Then I spent all day making food for the week. We got a cool, late wedding gift from his aunt. It’s a buffet style set of 3 crock pots. You can slow cook three separate entrĂ©es at once. Add my regular crock pot to that and that makes FOUR. So I research FOUR new recipes to make. The idea is that I wont have to cook the rest of the week. Viola, right? NO. Because they all sucked! All of them. They all turned out tasting terrible! Now I have a fridge FULL of disgusting food to eat all week. Yayyyy.

I’m also afraid of my house and my dog.

Who has two middle fingers and hates December 12th?
Picture it.
Bye.

An Open Letter to Everyone

October 2, 2010,

Today Corban firmly decided that he doesn't want to have children. His main fear is that once the kid turns 16 it's going to try to kill us in our sleep. He needs to stop watching the news. Anyway, I told him I was okay with that. I've been giving a lot of thought to what kind of parents we would be and concluded that it would be years of "Good Cop, Bad Cop" ... resulting in me being the asshole with the baton and Corban as "Mr. Hugs & Candy".

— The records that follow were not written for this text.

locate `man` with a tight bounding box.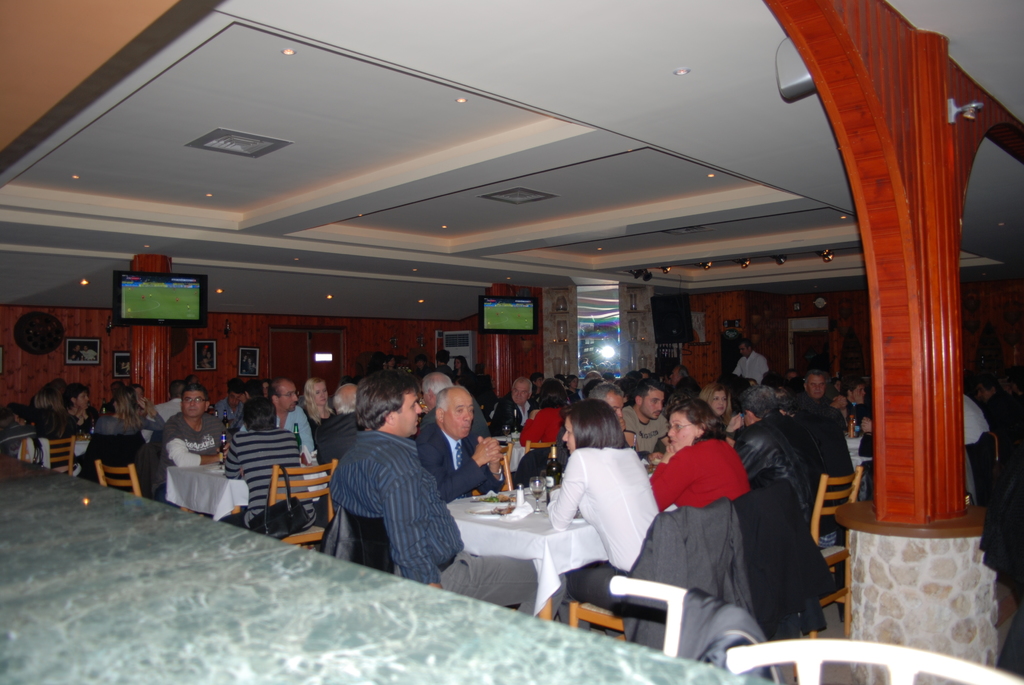
<region>213, 377, 244, 425</region>.
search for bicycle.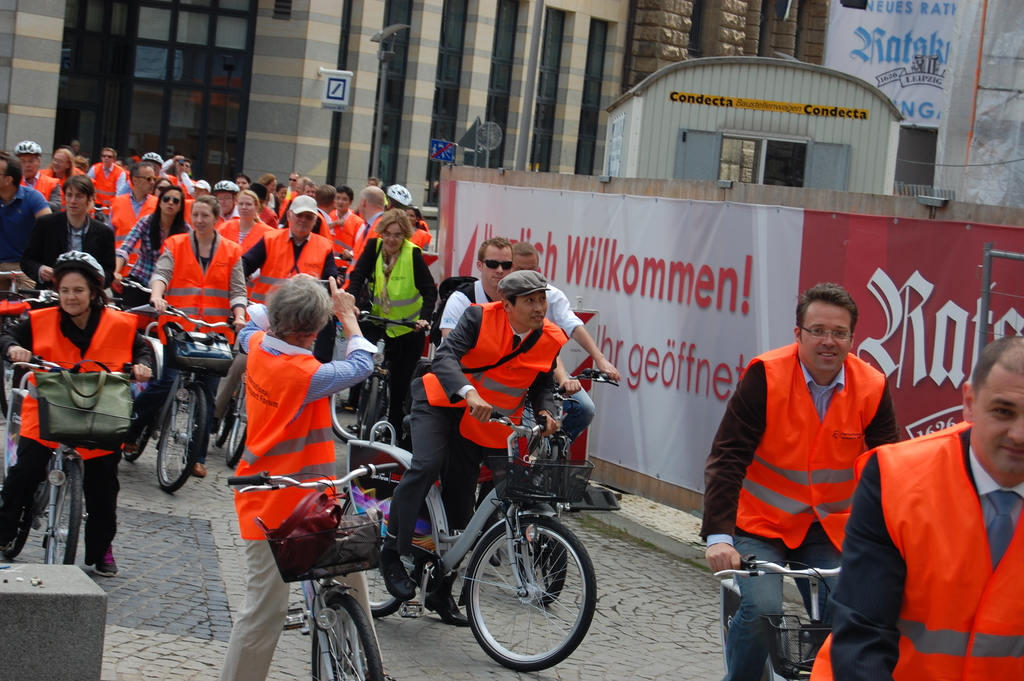
Found at Rect(714, 555, 844, 680).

I have discipline. I don't spoil. When I say no I mean it and I enforce consequences to broken rules. Corban will let the little monster have whatever it wants as long as he gets to sleep longer and watch the game in peace. This would result in me abandoning both of them and not picking up the phone when daddy's little monster calls asking for bail money.

Corban was offended by this. He changed his mind and challenged me to a kid-raising competition. He said we now must have two chilren. I raise one and he raises the other. No cross-parenting at all.  See which one turns out to be a better human being. I shook my head and turned on the news.

Part two:
We came up with the lamest reason for having a kid. Stubbs probably has about 6 years left to live - if he's lucky. I know he's not a child, okay. Yes, we're dog people, but we're not "Our Dogs Are Our Kids" people. We know that we can't leave a baby alone in the house with a bowl of food and the toilet lid open. We know the difference. But shut up, we love him. And it's hard knowing that we'll be forced to see him die in just a few years. It's hard to mentally prepare for it.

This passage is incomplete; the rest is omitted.